"They are all suppositions," said Morgan coolly.
Hugh peered at him. "Good God, man, I know they are! They're your suppositions. What happens to them now?"
"Put it this way. Depping, in disguise, was locked out. He was locked out for an obvious reason which doesn't seem to have occurred to anybody: that the accomplice really couldn't find the key. Depping had sneaked out the front door of the house intending to return by the balcony. But he had forgotten the key— left it behind in his other clothes, and it couldn't be found. Meantime, Depping can't wait in the rain. He conceives the idea that he can get in through the front door, if the other person will blow out the fuses…"
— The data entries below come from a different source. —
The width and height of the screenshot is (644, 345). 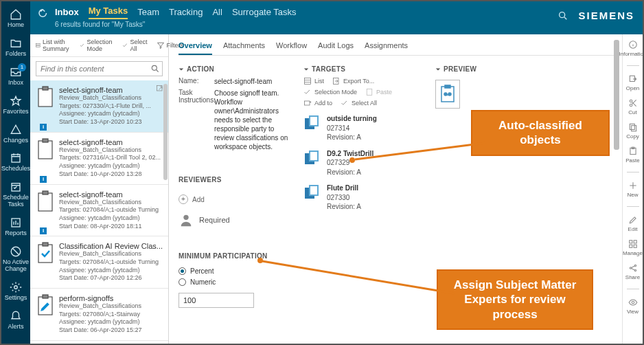 What do you see at coordinates (194, 120) in the screenshot?
I see `instructions-label: Task Instructions:` at bounding box center [194, 120].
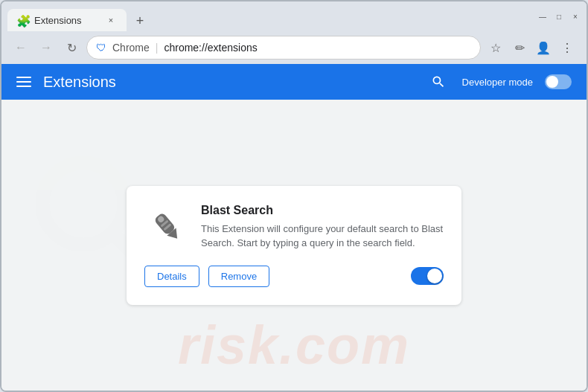 Image resolution: width=588 pixels, height=392 pixels. What do you see at coordinates (284, 48) in the screenshot?
I see `address-bar: 🛡 Chrome | chrome://extensions` at bounding box center [284, 48].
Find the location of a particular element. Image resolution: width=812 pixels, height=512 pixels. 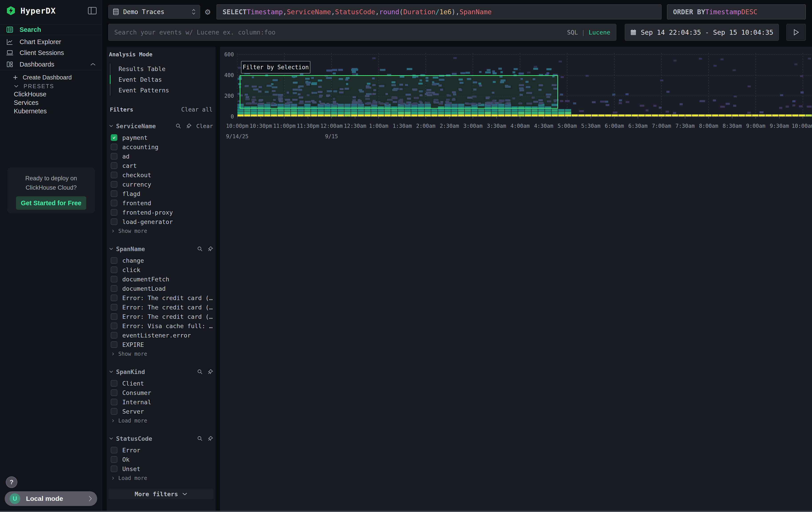

sidebar-item-client-sessions: Client Sessions is located at coordinates (51, 53).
"How?" demanded Hugh. "I thought we'd agreed about the buttonhook. Nobody with bare hands would have tried blowing the fuses like that."
"Certainly not. But it could have propped against that low socket, and pushed in to make a contact…"
"With what?"
"With the sole of a tennis shoe," said Morgan, and struck another match. "We mustn't be too sure of those rubber gloves, you know. And thus we destroy the only basis for believing that the accomplice intended to kill Depping… with the sole of any ordinary tennis shoe."
Donovan searched his mind for a suitable observation, and eyed his host with malevolence. "Nuts!" he said violently, after some consideration. "Nuts!"
Patricia let out a protesting gurgle.
"I say, Hank, it won't do!" she insisted. "I thought you said that, after Mr. Depping was shot, the murderer got out the balcony door, and the door was left open… If that's so, and the murderer really couldn't find the key, how did he get out that way?"